- Problem to work on
Given the records underneath, please repeat exactly the lines from the line with "Image resolution: width=576" through the line with "The image size is (667, 375).", passing over any picture.

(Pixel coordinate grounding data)
* * * * * * *

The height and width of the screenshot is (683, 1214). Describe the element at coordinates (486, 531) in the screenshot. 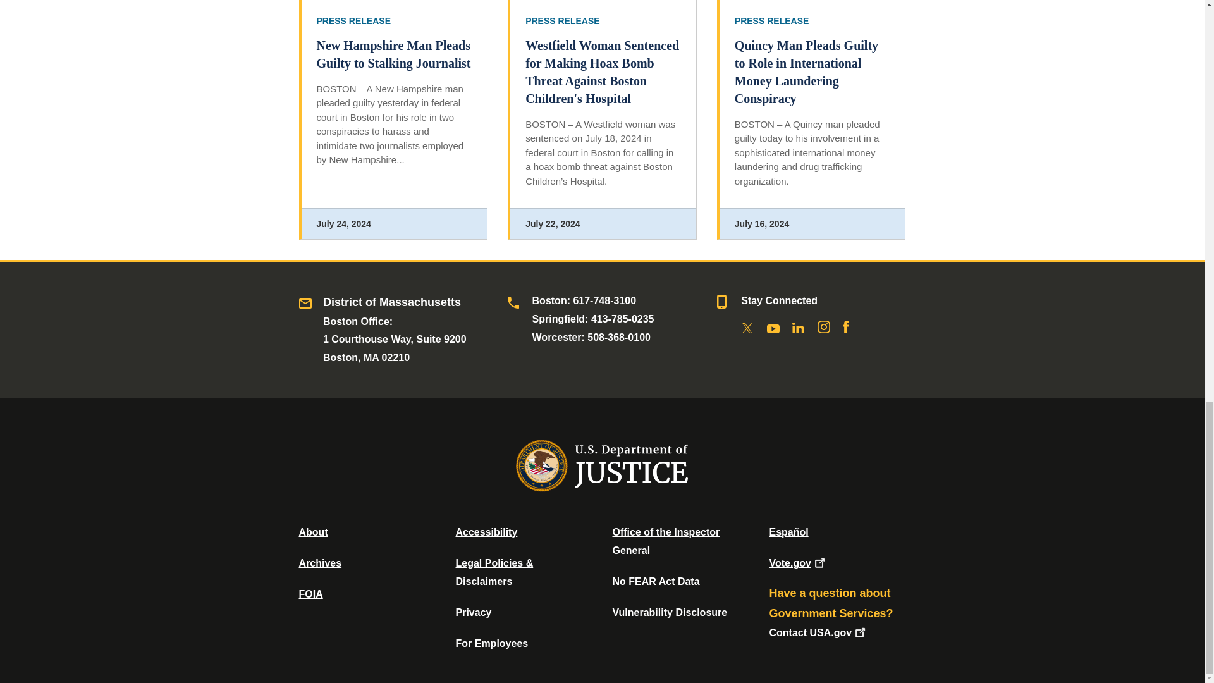

I see `Accessibility Statement` at that location.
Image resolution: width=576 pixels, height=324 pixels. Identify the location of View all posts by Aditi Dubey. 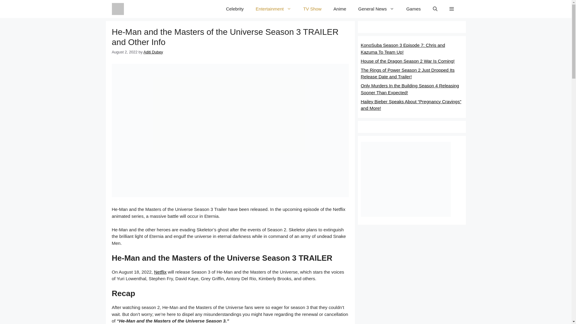
(153, 52).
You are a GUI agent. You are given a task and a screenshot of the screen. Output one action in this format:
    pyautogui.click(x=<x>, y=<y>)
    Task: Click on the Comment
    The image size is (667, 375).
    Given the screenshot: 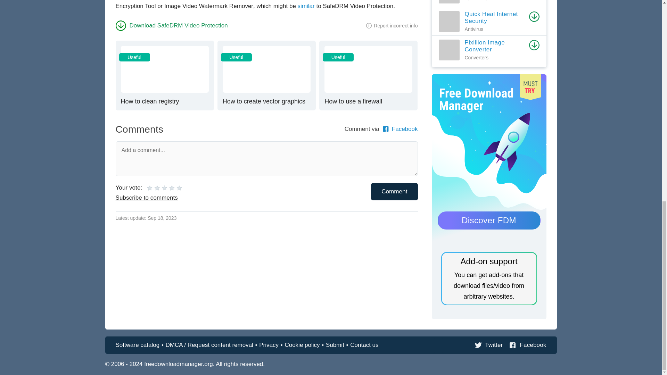 What is the action you would take?
    pyautogui.click(x=394, y=191)
    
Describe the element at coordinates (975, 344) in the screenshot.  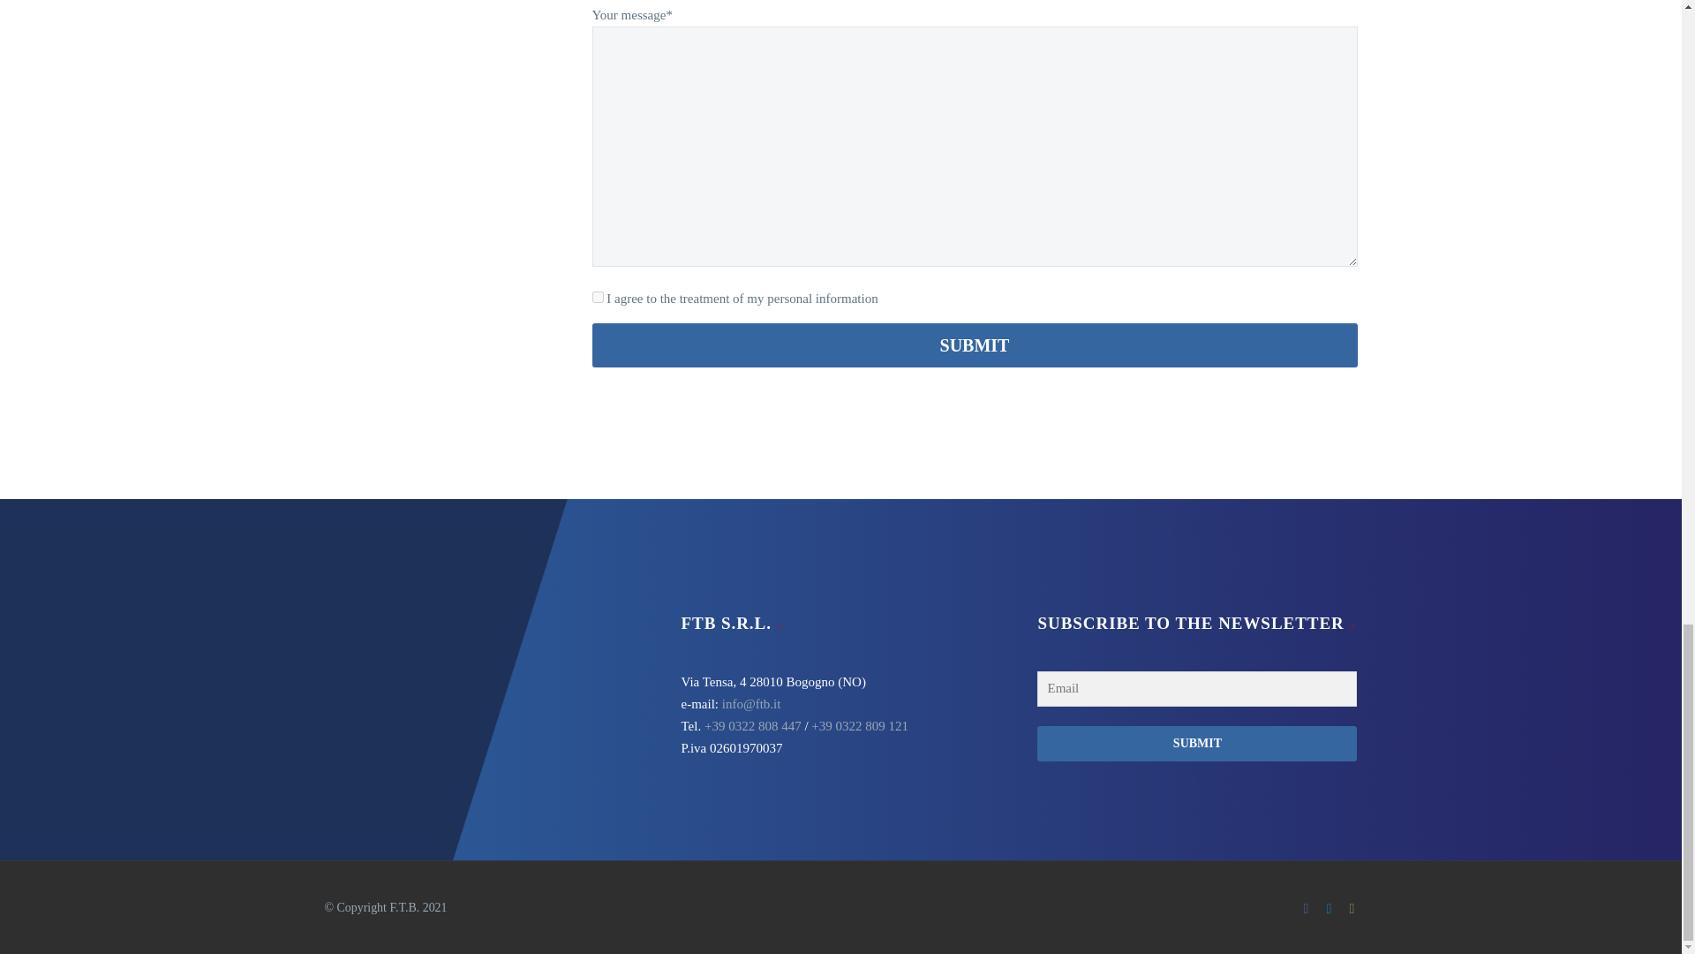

* * * * * * *

- Response for this exercise
Image resolution: width=576 pixels, height=324 pixels. Identify the location of View all posts by Aditi Dubey. 
(153, 52).
You are a GUI agent. You are given a task and a screenshot of the screen. Output one action in this format:
    pyautogui.click(x=<x>, y=<y>)
    Task: Click on the Comment
    The image size is (667, 375).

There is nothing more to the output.